An eagerness to use low-cost and insecure employment to get initiatives off the ground — such as occurred with News 24 — can also entrench a fear among pre-existing employees that change is less about digital innovation and more about having a less empowered staff and undermining the ABC as the remaining destination media employer of secure work.
The internal charter wars also shape expectations about how the ABC will manage its always fraught relationship with government. The charter, after all, is meant to be the guarantee of ABC independence. Surely, “we are ABC” means standing up to all complaints, all the time?
For management, it’s a more sensible strategy of picking the fights you have to win. Otherwise, when your major complainant is also your funder, a win over content can quickly end up as a loss on the bottom line, charter or no.
It must be very difficult if you work at the ABC. When you are perpetually being harassed and criticised, it is extremely hard to keep a sense of perspective and to trust your judgement.
Which of course is what the Government wants. A cowed and underfunded ABC will not exercise the sort of scrutiny this Government actively avoids.
Over the past few years, one might well ask the question…What sort of government scrutiny is practiced at ‘our’ ABC?
Very little from my observation!
I’d say there’s a bit of a culture war currently going on within Crikey. Let’s hope that the progressives win.
Whether they do or not is not realy that important in the grand scheme. If you or I are unhappy with the direction Crikey takes, we just turn to various other honest and intellectually based sources for our news and analysis.
But for the masses being guided by commercial or social media and then voting for the government that determines all,our futures, the question is quite different. Then the ABC must not only maintain high standards but also devise methods to spread the truth much more widely.
Big problem when the dumbing down process has been so spectacularly successful…..but instead of improving the ABC is getting worse. As many others have already noted, appeasement does not work, so stand up and fight..!!

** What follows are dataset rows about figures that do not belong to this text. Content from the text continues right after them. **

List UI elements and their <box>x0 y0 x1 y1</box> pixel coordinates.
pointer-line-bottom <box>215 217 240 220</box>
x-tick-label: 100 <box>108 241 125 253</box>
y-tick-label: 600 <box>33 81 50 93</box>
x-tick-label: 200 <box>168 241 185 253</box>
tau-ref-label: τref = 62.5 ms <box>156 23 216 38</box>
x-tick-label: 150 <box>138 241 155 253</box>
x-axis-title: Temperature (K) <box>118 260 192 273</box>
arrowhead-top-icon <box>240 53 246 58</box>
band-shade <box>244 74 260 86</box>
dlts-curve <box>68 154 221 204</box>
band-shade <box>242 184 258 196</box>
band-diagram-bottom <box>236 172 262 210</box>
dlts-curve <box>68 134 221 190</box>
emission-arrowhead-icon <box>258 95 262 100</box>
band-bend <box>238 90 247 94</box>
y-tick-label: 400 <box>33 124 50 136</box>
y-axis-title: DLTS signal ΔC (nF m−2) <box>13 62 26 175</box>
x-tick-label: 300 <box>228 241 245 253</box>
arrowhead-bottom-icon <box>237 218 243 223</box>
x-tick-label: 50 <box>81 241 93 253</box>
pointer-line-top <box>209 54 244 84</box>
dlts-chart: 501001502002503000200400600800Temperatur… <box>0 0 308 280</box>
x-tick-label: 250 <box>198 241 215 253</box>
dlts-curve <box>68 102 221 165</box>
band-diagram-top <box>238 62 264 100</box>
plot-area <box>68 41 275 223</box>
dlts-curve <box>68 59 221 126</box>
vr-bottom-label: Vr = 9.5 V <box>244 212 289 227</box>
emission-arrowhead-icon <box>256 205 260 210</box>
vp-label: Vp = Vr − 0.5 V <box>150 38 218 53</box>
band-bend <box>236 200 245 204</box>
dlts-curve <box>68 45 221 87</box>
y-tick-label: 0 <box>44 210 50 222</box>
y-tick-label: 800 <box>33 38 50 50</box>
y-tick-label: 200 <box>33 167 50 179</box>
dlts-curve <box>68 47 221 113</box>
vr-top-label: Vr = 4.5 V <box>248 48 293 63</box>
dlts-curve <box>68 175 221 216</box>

Australians clearly value and trust their ABC – plenty of poll and survey evidence to support that – but they need to be much, much more outspoken about their disgust at a government which fails to recognise the importance of the ABC – especially in regional and rural areas – and hammer the government for it’s appalling attitude towards our public broadcaster.
It’s also high time the board and management of the ABC – looking at you Ita – started publicly and loudly championing the ABC, and supporting the journalists working there.
I don’t think this is unique for the ABC – if we stick to the media landscape, culture wars are likely raging in many media organisations, with politicians fanning the flames.
Seems to me that current and recent management is not capable and strategic enough to manage it, coupled with now visibly compromised editorial management, this will continue for some time – at least as long as this government is in power.
Whilst I think we have to continue supporting the existence of a well funded *independent* public broadcaster, we will see further deterioration until changes to government and management have happened.
I think the ABC is as divided as Main St Oz. Borne out by a run-down by Crikey a few years back on the political after-life of various ABC personnel.
The likes of the IPA and Coalition (‘the fountainhead of infallibility’) don’t like to recognise that, because it undermines their animus toward an organisation that sometimes criticises them, their political id and their mistakes : but it’s perfectly fine, and justified when the ABC is having a go at Labor.
They’d much prefer the conservative mercenaries (like Rupert) were framing our “news”.